Simulation technology is increasingly being used within the industry for a range of use cases from testing autonomous vehicle functions to assessing passenger anxiety (see also: Leave your stress behind: Reducing driver anxiety with NewTerritory)

Companies such as UK software specialise rFpro, are pushing the boundaries of what simulation can achieve within the automotive space. The company has recently launched a new simulation tech that reduces the industry’s dependence on real-world testing for the development of autonomous vehicles (AVs) and ADAS.

This new ‘ray tracing rendering technology’ is described as the first to accurately simulate how a vehicle’s sensor system ‘sees’ the world.

We spoke to Matt Daley, operations director at rFpro to learn more about this new technology and its benefits.

Matt Daley, Operations Director at rFpro

Just Auto (JA): Could you provide our readers with some background on the company?

Matt Daley (MD): rFpro has been around since 2007 and has been serving the biggest players in the automotive industry ever since. We have eight of the top ten OEMs who use rFpro for a whole range of different driver-in-the-loop and driving simulation activities.

As a company we excel in our flexibility and the ability to integrate with that world with a huge range of different customers’ applications. We have a huge range of API’s and interfaces that allow our customers to connect their own vehicle models, develop them, or a huge range of the off the shelf vehicle models.

What does the company provide the automotive industry?

Fundamentally, rFpro is about simulating the virtual world around virtual vehicles, and we concentrate on three things. In doing that we really concentrate on modelling the real world, so not just the synthetically generated, or automatically generated scripted worlds, but really detailed models of real-world locations. That’s really important to make sure that we include variety and challenge that comes about from real-world locations.

You’ve got the world outside, you’ve got the virtual vehicle that’s been connected in, and then our job is to also help scale that. As a company, we really concentrate on how we help customers to scale their testing. This is where the three main areas that we cover as a company come in.
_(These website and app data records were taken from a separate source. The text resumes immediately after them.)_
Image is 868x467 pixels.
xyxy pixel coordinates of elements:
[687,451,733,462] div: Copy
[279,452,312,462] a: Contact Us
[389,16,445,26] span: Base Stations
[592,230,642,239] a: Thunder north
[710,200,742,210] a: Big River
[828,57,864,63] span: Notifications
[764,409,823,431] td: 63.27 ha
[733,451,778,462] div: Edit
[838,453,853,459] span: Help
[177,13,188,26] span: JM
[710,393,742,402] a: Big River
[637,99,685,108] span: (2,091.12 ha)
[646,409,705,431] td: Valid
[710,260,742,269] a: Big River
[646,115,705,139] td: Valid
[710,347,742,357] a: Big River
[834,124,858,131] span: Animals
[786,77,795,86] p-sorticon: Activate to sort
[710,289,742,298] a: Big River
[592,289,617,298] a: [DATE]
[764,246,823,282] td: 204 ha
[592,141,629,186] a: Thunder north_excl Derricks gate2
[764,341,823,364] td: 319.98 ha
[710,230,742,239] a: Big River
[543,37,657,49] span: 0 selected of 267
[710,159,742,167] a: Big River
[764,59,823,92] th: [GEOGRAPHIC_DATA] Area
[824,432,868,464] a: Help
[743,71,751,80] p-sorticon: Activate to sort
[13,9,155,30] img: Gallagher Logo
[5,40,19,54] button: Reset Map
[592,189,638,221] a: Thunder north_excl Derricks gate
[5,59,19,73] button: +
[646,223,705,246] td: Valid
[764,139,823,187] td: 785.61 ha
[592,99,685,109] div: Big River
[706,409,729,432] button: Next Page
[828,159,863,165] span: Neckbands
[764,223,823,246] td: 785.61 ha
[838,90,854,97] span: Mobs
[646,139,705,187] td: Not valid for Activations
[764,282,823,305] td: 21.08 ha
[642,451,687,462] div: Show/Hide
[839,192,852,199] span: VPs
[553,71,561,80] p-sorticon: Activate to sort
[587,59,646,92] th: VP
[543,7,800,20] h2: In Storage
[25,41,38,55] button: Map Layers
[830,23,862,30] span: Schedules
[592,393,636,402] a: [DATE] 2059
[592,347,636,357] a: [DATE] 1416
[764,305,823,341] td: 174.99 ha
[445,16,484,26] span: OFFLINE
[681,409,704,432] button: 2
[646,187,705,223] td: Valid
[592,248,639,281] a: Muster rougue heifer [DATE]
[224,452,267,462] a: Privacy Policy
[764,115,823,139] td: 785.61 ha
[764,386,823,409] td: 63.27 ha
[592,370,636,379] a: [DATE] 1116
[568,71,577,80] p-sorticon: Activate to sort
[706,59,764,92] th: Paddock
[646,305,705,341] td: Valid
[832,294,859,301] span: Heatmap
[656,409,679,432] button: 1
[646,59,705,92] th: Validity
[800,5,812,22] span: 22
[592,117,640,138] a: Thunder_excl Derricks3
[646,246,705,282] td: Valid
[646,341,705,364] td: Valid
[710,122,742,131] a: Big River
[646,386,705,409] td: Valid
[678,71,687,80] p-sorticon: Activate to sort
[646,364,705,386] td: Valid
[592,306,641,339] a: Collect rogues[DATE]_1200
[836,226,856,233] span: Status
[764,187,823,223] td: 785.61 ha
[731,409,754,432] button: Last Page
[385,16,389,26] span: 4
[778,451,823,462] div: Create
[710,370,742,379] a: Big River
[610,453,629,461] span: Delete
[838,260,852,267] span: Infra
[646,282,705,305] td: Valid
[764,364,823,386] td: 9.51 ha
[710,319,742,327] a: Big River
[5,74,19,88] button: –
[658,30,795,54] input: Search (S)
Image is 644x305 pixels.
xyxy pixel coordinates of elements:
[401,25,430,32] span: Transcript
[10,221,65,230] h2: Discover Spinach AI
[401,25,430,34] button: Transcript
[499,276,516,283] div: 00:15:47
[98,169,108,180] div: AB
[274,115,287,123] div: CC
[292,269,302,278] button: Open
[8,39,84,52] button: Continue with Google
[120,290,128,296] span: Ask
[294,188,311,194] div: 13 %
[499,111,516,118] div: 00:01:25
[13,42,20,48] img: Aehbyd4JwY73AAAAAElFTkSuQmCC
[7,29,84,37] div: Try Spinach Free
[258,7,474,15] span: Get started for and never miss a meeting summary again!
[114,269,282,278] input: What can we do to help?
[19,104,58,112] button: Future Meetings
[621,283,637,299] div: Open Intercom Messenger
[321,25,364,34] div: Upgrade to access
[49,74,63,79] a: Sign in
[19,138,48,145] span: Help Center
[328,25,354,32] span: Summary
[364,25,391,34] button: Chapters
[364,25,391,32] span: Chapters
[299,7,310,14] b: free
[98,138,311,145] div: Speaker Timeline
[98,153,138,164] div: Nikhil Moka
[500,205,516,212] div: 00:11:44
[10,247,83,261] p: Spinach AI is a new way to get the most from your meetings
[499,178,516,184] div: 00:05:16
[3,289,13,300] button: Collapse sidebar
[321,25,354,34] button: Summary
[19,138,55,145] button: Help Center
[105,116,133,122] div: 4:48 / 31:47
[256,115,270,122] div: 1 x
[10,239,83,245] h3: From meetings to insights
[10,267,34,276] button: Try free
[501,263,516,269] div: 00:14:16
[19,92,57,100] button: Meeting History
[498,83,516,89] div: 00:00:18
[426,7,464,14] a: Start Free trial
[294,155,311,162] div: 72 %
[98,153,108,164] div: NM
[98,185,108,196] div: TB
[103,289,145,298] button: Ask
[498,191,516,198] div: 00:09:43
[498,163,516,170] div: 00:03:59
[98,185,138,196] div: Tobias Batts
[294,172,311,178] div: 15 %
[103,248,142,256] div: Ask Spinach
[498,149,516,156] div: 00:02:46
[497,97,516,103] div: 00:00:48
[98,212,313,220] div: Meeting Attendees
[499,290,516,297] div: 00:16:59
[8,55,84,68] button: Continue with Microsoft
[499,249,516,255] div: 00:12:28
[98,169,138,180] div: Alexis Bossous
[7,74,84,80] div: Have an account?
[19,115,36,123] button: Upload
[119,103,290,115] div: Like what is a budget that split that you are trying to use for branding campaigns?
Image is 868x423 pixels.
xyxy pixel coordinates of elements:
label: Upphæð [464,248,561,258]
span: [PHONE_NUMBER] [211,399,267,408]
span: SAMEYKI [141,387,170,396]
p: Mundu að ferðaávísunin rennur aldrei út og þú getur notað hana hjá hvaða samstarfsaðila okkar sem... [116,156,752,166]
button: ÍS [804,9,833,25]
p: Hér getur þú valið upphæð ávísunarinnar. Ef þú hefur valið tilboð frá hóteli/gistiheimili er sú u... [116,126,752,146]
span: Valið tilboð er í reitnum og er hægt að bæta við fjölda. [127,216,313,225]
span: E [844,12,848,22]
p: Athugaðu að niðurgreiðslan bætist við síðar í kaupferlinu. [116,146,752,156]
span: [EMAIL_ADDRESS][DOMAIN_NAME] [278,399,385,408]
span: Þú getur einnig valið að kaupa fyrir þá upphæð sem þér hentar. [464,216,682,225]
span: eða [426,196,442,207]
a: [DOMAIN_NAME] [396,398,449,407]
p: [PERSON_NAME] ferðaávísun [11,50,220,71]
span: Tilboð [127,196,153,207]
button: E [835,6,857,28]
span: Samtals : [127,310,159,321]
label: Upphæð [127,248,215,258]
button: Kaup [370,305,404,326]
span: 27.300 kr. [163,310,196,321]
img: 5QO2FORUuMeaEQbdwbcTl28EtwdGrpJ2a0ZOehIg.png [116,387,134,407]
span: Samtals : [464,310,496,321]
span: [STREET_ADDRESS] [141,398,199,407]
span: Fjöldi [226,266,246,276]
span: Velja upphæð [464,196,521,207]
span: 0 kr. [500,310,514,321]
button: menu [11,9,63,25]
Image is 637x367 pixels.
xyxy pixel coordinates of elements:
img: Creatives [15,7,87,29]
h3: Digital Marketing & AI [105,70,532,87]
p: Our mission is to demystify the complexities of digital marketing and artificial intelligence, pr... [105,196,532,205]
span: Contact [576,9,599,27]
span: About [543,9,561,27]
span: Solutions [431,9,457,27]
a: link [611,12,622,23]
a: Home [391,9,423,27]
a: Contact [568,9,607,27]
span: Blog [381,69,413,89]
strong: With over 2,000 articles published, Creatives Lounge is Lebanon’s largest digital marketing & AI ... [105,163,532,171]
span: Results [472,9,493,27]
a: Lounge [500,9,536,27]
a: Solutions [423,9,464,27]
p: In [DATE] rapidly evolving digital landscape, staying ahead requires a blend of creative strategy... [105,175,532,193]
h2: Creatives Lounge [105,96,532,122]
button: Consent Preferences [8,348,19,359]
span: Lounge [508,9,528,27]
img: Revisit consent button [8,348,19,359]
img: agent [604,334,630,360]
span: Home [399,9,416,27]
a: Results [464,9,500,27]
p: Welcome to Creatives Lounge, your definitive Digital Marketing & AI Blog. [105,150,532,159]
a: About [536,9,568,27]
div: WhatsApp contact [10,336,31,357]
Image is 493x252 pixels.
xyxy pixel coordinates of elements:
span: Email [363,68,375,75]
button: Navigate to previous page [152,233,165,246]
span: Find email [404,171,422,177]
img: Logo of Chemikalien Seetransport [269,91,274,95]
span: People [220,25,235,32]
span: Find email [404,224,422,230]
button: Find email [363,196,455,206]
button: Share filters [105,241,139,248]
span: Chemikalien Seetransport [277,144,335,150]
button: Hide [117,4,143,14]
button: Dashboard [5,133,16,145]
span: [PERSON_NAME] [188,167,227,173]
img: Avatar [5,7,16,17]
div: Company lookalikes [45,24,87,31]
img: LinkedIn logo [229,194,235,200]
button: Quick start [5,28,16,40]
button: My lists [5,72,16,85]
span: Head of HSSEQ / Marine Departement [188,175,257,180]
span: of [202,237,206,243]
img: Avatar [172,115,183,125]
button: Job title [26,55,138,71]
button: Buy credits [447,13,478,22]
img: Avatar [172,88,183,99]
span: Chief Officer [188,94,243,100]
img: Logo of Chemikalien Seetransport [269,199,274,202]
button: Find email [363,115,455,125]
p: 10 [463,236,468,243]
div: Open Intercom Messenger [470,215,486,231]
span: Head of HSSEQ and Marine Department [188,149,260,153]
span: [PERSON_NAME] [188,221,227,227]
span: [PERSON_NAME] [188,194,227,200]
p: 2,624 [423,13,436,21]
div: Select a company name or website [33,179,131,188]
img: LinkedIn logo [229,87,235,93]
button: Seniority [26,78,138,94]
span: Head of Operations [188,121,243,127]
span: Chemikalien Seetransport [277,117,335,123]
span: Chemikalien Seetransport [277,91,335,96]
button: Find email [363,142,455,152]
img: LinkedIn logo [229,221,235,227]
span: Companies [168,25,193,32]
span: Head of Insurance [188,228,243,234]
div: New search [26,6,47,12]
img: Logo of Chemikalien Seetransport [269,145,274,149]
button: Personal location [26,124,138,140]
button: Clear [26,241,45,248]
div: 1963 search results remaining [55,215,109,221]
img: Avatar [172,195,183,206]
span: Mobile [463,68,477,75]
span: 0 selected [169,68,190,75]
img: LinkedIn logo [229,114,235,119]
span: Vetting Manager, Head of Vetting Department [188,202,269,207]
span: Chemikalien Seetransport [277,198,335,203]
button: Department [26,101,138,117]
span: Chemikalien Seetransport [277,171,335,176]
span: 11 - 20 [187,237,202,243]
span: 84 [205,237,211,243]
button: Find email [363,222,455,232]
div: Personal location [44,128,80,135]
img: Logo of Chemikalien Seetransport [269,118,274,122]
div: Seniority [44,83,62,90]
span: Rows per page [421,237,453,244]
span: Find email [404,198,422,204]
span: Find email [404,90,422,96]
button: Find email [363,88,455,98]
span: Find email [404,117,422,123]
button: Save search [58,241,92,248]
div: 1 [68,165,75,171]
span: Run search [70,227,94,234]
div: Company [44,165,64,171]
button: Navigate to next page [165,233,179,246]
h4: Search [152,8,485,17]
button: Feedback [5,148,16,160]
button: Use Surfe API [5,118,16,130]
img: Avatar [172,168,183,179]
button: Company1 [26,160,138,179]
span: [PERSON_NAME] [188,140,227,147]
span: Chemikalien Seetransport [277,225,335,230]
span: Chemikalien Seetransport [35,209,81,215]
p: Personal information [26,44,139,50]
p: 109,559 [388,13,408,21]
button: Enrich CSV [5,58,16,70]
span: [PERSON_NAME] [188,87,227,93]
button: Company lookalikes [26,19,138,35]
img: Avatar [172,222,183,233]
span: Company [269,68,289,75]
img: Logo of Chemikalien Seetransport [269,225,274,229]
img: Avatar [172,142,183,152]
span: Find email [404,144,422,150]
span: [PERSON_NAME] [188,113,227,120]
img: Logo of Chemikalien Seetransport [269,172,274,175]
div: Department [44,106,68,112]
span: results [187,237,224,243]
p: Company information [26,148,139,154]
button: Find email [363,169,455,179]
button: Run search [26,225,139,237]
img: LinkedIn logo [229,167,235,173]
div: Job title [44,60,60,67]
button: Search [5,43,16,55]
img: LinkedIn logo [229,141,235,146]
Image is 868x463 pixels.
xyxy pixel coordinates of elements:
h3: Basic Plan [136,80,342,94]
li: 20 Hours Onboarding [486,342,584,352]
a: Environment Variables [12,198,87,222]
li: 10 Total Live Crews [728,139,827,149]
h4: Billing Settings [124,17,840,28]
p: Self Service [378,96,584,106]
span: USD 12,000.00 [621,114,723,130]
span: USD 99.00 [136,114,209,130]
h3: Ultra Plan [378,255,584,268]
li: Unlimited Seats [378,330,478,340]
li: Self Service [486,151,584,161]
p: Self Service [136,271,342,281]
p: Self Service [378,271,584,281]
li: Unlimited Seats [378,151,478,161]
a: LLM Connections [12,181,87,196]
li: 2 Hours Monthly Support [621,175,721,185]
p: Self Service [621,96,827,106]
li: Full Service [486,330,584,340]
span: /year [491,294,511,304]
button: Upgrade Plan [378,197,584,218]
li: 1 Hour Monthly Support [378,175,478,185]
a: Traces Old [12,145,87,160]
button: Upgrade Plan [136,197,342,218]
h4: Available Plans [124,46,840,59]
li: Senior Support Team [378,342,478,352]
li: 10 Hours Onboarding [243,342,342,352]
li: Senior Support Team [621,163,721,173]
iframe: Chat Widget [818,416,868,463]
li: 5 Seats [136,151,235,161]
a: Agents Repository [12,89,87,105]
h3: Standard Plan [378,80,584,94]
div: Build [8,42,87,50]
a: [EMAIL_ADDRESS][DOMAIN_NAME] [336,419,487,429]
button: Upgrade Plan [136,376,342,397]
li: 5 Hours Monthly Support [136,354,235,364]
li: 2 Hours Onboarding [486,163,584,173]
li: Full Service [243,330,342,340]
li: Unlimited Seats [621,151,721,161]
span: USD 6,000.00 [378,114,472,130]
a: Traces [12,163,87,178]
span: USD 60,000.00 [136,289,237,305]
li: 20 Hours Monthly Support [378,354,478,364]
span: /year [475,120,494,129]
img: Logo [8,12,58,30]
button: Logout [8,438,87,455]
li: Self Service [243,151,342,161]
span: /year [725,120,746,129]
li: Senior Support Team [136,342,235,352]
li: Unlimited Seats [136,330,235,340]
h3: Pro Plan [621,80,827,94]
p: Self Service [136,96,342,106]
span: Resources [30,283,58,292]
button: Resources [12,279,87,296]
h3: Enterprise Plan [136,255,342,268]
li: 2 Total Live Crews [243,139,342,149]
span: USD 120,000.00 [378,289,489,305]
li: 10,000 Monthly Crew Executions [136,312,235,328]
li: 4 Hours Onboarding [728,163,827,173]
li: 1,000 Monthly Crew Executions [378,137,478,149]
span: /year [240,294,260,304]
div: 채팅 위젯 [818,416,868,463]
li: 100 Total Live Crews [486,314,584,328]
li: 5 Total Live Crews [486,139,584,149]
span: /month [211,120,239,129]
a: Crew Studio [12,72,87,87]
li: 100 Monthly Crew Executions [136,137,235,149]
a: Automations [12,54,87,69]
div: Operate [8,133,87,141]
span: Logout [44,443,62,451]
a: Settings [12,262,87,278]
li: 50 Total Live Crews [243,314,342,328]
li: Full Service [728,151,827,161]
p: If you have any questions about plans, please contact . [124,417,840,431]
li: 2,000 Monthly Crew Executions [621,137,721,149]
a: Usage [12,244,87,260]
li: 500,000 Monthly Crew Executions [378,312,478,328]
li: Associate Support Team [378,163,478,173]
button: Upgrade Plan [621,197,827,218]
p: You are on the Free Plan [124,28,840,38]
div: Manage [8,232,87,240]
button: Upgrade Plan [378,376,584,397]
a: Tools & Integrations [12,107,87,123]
The first is the automotive industry, so how are we helping our customers develop the vehicle dynamics’ control strategies for cars? Then there is the autonomous side: how do we help centre developers or even perception system developers to look into these virtual worlds? Then the other half of our company is motorsport; that’s the heritage of where we are, especially myself. I came from both McLaren and Ferrari Formula One simulators. Then, for the second half, we’ve also been adding sensors into the loop. This whole idea is of electronic eyes rather than just human eyes looking into a simulation.

How does the new ray tracing technology work and what does it allow OEMs to do?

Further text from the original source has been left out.